Did Donald Trump say he would use the military against US citizens prior to sending Marines to LA?
Executive summary
Yes. Reporting shows Donald Trump publicly and repeatedly suggested deploying U.S. military forces against domestic targets — including talks of invoking the Insurrection Act and “using the military” against political opponents or unrest — well before active-duty Marines and California National Guard elements were mobilized to Los Angeles in June 2025 [1] [2] [3] [4] [5].
1. The statements: public threats to use U.S. forces at home
Multiple outlets documented Trump making explicit or easily interpretable threats to employ military force against people inside the United States: news coverage in October 2024 recorded comments proposing deployment of troops against the “radical left” and “the enemy from within,” and analysts flagged those remarks as a proposal to use military personnel on American citizens, a notion many veterans and lawmakers condemned as dangerous and “un-American” [1] [2] [3].
2. Legal instruments he referenced and experts’ warnings
Journalists and legal analysts reported that Trump’s proposals would require invoking extraordinary authorities such as the Insurrection Act — a statute allowing domestic deployment of military forces under certain conditions — and commentators, including former Pentagon officials, urged the public to take his statements seriously because they would upend long-standing legal norms limiting military domestic law enforcement [2] [1].
3. Republican defenses and efforts to reframe the remarks
After the October 2024 comments drew fire, some Republican officials attempted to recast or narrow Trump’s language — for example arguing he meant to address illegal migrants or border security rather than deploying troops against political opponents — while media outlets documented disputes over the original wording and intent [3]. That debate demonstrates a clear partisan effort to minimize how those remarks read to critics and military observers.
4. Deployment to Los Angeles: what happened and its precedents
In June 2025 President Trump ordered about 2,000 California National Guard personnel to Los Angeles over Governor Gavin Newsom’s objections, an uncommon step in U.S. practice, and the mobilization included activation of roughly 700 Marines from Camp Pendleton to the L.A. area, even as questions persisted about rules of engagement and training for domestic operations [5] [4]. Coverage framed the move as historically rare because it ignored the governor’s opposition and invoked active-duty forces alongside state Guard units [5] [4].
5. Timeline and causation: words before boots
The documented timeline is clear in the available reporting: public suggestions and threats to use the military domestically date back to at least October 2024 and were repeatedly raised in media and watchdog accounts thereafter [1] [2] [3], while the high-profile mobilization of Guard and Marines to Los Angeles occurred in June 2025 [5] [4]. Thus the rhetoric about using military force on domestic targets predates the LA deployments in both timing and public record.
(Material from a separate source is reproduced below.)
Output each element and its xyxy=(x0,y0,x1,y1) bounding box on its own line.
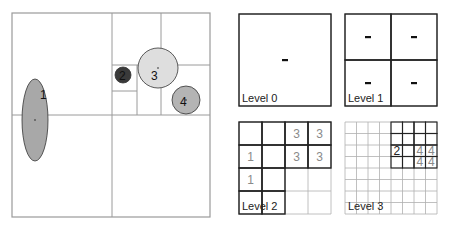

6. Military, legal, and civic alarm at both rhetoric and action
Military leaders, retired commanders, civil liberties groups and state officials expressed alarm at both the rhetoric and the deployment: critics warned that threatening or ordering military forces to act against U.S. citizens would strain the Posse Comitatus norms and could provoke dangerous escalation on the streets, and a former top California Guard commander called bringing Marines and Guard in over a governor’s objection “heavy‑handed” [4] [6] [5]. At the same time, some allies argued the statements were mischaracterized or focused on immigration and public order — an alternative framing contested by numerous fact-based accounts [3].
7. What this reporting cannot establish
The sources provided document the public statements, the legal mechanisms invoked in discussion, the eventual LA mobilization, and contemporaneous reactions [1] [2] [3] [5] [4], but they do not supply a comprehensive record of private directives, internal decision memos, or every specific public utterance by the president that might nuance intent; those gaps limit any definitive claim about motive beyond what Trump said in public and what officials then ordered [1] [4].